#The most outlandish reality shows in 2020

“#The most outlandish reality shows in 2020”
TV and entertainment have been more important than ever in 2020. While some shows have risen to the occasion (“Ted Lasso,”) others have missed the mark. The world of reality TV provided some inspired and downright bizarre offerings.
Here’s a rundown of some of this tumultuous year’s most outrageous unscripted shows.
Can you say “bad idea?” In this British dating series, couples who have been together for years break up and date other people in order to determine if they should split for good or get back together, now doubly confident in their choices (since they’ve seen the other fish in the sea). The show torments them with footage of their now-ex dating new people during this time. To nobody’s surprise, very few of the original couples ended up reconciling. Everyone on this series is a mess — albeit an entertaining one.
This sounds like a joke — or a fake show invented for “30 Rock” — but it was very real. Airing on short-lived mobile streamer Quibi and hosted by Titus Burgess, this insane cooking series followed chefs who had food shot into their faces via a cannon-like projectile. Tasting the dripping mess, they had to try to guess what dish had been thrown at them and cook it. They were judged not based on their actual skills in the kitchen, but on whether their guess was accurate.
Hosted by Olympic skier Lindsey Vonn — because sure, why not — this show followed dogs and their owners undergoing a series of competitions together in various exotic locales. It’s not quite an Animal Planet-style dog show or an “Amazing Race”-type competition show for humans — but a strange middle ground.
A cutthroat competition show involving…mild-mannered Brits and flowers. That’s the concept for this series. Hosted by comedian Vic Reeves and “What We Do in the Shadows” star Natasia Demetriou — who admitted to The Post that she knew nothing about the niche subject but it sounded fun — the show followed teams of gardeners who used the plants to make sculptures. The artistry was impressive and the show was strangely hypnotic to watch — with an emphasis on strange. “Flower Fight” might win the award for the most specific series about a hobby that you never knew existed.
Hosted by Sukanya Krishnan — who brought a brisk energy too competent for the concept — this pandemic-era dating series allowed the audience to be voyeurs on people’s virtual dates. It sounds simple enough, but the show also allowed people at home to vote on choices, kick potential dates off the video-chat at various points and add in new ones. Watching a screen with various dates popping on and off was pure chaos.
Forget about cheapening the practice of dating on reality shows — why not go further and tackle parenthood! Hosted by Kristin Davis (“Sex and the City”), this show followed former “Bachelor” contestant Kristy Katzmann (Season 11) as she auditioned a group of men to be her potential baby daddy. If you think this doesn’t sound like the best way to connect with a partner — especially for a lifelong commitment — you’re right. The exercise didn’t pan out for Kristy or any of the male contestants.
This deranged concept feels like it was the brainchild of pandemic-addled minds — even though, shockingly. it aired in February before the world changed. From has-been celebrity hosts (Nick and Vanessa Lachey) to a central idea that almost immediately falls into disaster (people date sight-unseen and then meet and rush into marriage), this show had all the beats of a memorably batty reality series. It’s been renewed for two more seasons.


Task details: Word for word, copy the line containing "What elements are" and each line after it in the records below, ending with the last line.

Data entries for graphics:
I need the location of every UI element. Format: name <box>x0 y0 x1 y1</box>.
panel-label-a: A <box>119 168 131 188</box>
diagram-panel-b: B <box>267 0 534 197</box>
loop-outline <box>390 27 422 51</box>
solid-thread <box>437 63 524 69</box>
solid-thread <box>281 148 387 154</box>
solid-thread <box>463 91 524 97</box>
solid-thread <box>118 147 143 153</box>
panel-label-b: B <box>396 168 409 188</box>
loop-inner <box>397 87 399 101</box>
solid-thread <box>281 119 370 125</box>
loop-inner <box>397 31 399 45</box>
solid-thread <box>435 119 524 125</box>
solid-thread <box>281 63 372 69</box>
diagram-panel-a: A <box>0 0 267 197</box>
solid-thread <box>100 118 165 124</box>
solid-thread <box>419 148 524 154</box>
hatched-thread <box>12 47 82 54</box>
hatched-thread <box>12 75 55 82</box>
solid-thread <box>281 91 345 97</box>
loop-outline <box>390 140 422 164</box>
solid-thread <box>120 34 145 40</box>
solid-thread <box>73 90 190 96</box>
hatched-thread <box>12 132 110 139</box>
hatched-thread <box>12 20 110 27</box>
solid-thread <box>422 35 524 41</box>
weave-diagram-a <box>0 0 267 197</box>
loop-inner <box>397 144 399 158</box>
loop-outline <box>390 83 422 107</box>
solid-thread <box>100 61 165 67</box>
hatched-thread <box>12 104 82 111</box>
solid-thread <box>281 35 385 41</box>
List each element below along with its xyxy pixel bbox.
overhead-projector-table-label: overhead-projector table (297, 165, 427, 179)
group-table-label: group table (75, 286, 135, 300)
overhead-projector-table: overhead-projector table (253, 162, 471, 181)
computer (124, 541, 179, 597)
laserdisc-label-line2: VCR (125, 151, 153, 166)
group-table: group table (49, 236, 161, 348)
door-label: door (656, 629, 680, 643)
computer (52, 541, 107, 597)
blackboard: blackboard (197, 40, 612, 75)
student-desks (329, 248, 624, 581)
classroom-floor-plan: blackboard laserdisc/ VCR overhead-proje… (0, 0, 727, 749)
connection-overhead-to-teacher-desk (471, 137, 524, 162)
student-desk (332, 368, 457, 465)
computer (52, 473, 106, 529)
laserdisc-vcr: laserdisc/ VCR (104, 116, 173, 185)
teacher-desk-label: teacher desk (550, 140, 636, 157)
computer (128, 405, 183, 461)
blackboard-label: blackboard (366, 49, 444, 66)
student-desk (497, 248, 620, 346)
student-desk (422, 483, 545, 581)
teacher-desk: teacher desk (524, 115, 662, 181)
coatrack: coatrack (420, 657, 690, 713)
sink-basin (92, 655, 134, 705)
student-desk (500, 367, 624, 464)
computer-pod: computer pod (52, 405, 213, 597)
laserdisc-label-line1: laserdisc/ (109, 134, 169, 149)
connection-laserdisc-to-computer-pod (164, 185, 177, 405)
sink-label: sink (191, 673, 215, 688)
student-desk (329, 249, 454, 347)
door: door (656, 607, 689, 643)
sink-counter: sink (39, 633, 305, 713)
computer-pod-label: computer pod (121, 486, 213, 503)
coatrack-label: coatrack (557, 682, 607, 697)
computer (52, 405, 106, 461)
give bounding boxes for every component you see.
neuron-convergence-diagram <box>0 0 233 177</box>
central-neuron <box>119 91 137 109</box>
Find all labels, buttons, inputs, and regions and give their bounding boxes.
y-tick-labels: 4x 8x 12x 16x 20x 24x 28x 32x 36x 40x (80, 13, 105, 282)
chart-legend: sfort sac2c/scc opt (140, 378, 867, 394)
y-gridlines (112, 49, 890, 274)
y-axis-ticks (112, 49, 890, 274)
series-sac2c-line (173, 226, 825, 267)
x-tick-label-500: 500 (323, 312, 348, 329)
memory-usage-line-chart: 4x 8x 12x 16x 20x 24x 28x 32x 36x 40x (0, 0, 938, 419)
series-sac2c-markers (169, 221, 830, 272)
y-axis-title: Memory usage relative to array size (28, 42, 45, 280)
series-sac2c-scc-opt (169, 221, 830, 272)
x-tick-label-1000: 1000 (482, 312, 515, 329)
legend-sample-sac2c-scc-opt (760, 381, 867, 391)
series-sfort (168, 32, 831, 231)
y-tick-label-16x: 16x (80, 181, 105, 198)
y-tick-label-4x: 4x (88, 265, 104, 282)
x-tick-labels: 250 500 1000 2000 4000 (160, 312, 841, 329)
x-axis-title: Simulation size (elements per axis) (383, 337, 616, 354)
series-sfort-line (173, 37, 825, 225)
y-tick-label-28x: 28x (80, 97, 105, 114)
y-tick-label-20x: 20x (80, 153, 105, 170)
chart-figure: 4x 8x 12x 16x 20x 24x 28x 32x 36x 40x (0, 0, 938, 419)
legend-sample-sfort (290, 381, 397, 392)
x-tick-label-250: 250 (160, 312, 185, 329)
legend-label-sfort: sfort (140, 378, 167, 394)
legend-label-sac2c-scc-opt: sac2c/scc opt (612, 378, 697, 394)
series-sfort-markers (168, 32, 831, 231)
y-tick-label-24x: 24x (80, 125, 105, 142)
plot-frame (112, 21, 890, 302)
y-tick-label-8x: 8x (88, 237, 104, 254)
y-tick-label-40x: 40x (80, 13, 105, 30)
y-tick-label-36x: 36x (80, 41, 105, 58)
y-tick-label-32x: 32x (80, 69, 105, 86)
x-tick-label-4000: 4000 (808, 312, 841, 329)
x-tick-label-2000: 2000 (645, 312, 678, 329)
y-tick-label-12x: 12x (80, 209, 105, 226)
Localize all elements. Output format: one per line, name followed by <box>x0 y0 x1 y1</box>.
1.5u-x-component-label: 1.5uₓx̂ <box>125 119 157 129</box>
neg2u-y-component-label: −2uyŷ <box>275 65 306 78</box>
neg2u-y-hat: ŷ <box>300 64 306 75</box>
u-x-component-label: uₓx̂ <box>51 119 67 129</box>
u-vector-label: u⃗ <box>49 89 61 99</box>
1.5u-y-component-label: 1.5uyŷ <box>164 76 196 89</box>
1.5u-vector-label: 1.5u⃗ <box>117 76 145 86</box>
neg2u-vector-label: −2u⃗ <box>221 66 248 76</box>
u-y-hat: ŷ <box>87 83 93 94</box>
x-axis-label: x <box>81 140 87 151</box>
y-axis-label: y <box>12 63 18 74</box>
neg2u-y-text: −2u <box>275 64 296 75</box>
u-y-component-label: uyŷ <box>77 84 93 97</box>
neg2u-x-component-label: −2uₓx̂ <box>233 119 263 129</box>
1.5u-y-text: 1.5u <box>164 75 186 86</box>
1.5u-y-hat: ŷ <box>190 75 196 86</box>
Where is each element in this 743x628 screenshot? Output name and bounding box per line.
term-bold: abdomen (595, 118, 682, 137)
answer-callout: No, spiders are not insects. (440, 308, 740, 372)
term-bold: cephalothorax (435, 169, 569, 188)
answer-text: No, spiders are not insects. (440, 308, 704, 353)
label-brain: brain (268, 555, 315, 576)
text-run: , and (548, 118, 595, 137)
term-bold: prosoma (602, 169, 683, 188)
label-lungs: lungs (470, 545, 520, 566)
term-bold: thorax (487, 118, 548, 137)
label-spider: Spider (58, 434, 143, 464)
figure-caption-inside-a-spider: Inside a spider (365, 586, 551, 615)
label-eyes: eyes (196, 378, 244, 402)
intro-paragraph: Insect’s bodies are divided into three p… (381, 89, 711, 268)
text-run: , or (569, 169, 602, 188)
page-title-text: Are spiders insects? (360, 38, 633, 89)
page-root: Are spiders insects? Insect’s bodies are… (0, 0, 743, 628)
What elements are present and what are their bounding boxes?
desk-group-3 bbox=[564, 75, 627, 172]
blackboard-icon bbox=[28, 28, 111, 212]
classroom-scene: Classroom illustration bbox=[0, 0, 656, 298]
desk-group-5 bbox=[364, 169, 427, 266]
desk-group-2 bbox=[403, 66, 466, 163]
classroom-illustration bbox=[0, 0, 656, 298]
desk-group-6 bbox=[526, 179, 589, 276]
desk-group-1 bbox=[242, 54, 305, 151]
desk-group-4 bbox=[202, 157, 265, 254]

Result of the exercise:
What elements are present and what are their bounding boxes?
desk-group-3 bbox=[564, 75, 627, 172]
blackboard-icon bbox=[28, 28, 111, 212]
classroom-scene: Classroom illustration bbox=[0, 0, 656, 298]
desk-group-5 bbox=[364, 169, 427, 266]
desk-group-2 bbox=[403, 66, 466, 163]
classroom-illustration bbox=[0, 0, 656, 298]
desk-group-6 bbox=[526, 179, 589, 276]
desk-group-1 bbox=[242, 54, 305, 151]
desk-group-4 bbox=[202, 157, 265, 254]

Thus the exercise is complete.